First look: Fedora Core 5

Rahul Sundaram sundaram at fedoraproject.org
Wed Mar 15 19:51:21 UTC 2006


Hello Bruce Byfield,

http://www.linux.com/article.pl?sid=06/03/08/2321254

Thank you for taking the time to review Fedora Core 5 (test 2) and I 
would like to offer my feedback and comments on the review . My first 
reaction to seeing this title is confusion over a review about a release 
that hasnt been made yet. It would been much better to clarify upfront 
that you are reviewing the second test release.   Anaconda not listing 
reisferfs or other filesystems besides Ext3/ext2 by default is by design 
since these are not supported by the Fedora project and the provision to 
install Fedora on other filesystems are only provided for facilitating 
easy migration. The review says that Anaconda has a long standing 
problem that crashes if the CD requires cleaning. However I havent run 
into problem myself. It would be good if you can file a bug report in 
http://bugzilla.redhat.com regarding this to verify and fix this issue.

Desktop and software selection

The review notes that SELinux slows down GNOME by 60% and this claim is 
unsubstantiated in the absence of any benchmarks. The second test 
release had various debugging options which helped find and fix various 
bugs during the development cycle. An example of such a analysis from 
Dave Jones, Fedora Kernel maintainer at Red Hat can be found at 
http://kernelslacker.livejournal.com/35270.html. It is very likely that 
you have seen a slowdown trigged by such debugging patches. Various 
SELinux performance improvements have also been merged during the 
comparatively long development cycle of Fedora Core 5.

Fedora Core 5  does not have XFCE which is only provided in the Fedora 
Extras repository. KDE and XFCE are not branded to look like GNOME in 
Fedora. XFCE and KDE uses BlueCurve while GNOME uses the new Cairo based 
Clearlooks theme as an example of the differences between them.

We do not have detailed performance comparisons between GCJ  and Sun 
Java yet since the current development is focused on completeness and 
coverage over the standard API  in preference to tweaking the 
performance but if there are significant differences, do let the Fedora 
Java development team 
(http://www.redhat.com/mailman/listinfo/fedora-devel-java-list) know 
about it.

Sabayon and Alacarte is offered in Fedora Extras repository though 
Alacarte is not part of GNOME 2.14 as claimed in the review. Festival, 
drivers for wacom project and ruby are not new to Fedora Core 5 and have 
been part of every Fedora release. Ruby does not replace GCJ based 
applications either.

Yum does not replace RPM as claimed in the review and only complements 
it by adding a automatic dependency resolving tool which uses RPM 
internally. Pirut only provides a timer with a ability to confirm 
immediately when there is a additional dependency that is required to 
update or install a package and does not hide dependencies.

Security and Administration

system-config-kickstart is not a new tool and again has been in every 
release of Fedora and Pirut does list dependencies when required which 
you have even noted earlier as a annoyance.

Recommendations

The system specifications indicated in the release notes are targeted 
towards the default package profile and any distribution providing the 
latest versions of GNOME and KDE would require a very similar 
configuration to perform well and this does not differ very from from 
the latest version of Debian or Ubuntu. Fedora Core along with extras 
offers a choice of several thousand packages and can be tailored to fit 
the beginner or the super geek.

It would help avoid several of these factual mistakes and provide more 
details if you can contact me during your review period on future 
occasions. Thank you for your interest in Fedora.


◆ PROBLEM DETAILS:
For the string "Tacos", find every matching line in the records and copy it.

------------------------------------------------

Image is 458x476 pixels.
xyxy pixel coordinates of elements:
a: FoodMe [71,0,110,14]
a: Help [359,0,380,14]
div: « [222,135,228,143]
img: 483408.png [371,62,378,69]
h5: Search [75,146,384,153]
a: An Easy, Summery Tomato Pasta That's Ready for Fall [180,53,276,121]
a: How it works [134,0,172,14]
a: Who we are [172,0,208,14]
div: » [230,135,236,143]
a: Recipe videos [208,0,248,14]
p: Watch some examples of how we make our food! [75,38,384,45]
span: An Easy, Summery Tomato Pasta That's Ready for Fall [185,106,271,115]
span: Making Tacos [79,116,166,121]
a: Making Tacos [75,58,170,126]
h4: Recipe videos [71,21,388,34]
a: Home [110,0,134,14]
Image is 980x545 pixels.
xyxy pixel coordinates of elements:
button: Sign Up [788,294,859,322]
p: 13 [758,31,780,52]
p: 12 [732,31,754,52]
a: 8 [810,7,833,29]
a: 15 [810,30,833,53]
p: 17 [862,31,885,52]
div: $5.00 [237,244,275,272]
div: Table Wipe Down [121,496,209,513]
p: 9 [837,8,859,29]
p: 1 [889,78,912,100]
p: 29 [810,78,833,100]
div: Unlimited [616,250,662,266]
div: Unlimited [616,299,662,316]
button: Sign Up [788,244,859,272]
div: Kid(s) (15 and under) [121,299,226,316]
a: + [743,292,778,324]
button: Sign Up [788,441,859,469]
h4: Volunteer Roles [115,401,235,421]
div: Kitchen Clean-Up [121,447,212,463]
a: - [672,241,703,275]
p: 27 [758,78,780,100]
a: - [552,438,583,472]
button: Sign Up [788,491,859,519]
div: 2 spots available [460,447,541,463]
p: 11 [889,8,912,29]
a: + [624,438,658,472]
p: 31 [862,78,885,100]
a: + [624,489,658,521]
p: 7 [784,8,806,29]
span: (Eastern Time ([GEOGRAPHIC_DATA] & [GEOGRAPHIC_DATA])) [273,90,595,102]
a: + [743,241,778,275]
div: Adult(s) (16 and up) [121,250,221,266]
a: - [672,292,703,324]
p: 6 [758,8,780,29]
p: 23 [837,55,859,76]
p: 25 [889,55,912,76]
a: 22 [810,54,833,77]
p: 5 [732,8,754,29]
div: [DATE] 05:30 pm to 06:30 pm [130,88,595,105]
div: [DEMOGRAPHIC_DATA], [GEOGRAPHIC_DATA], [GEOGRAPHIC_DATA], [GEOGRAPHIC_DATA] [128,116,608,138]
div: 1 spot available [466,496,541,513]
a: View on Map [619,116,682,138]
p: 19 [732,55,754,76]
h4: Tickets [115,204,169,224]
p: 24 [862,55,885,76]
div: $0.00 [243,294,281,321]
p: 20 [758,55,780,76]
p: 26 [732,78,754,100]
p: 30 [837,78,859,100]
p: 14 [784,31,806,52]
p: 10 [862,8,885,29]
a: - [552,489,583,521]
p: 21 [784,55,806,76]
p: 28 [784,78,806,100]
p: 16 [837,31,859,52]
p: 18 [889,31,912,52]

------------------------------------------------

◆ ANSWER SPACE:
span: Making Tacos [79,116,166,121]
a: Making Tacos [75,58,170,126]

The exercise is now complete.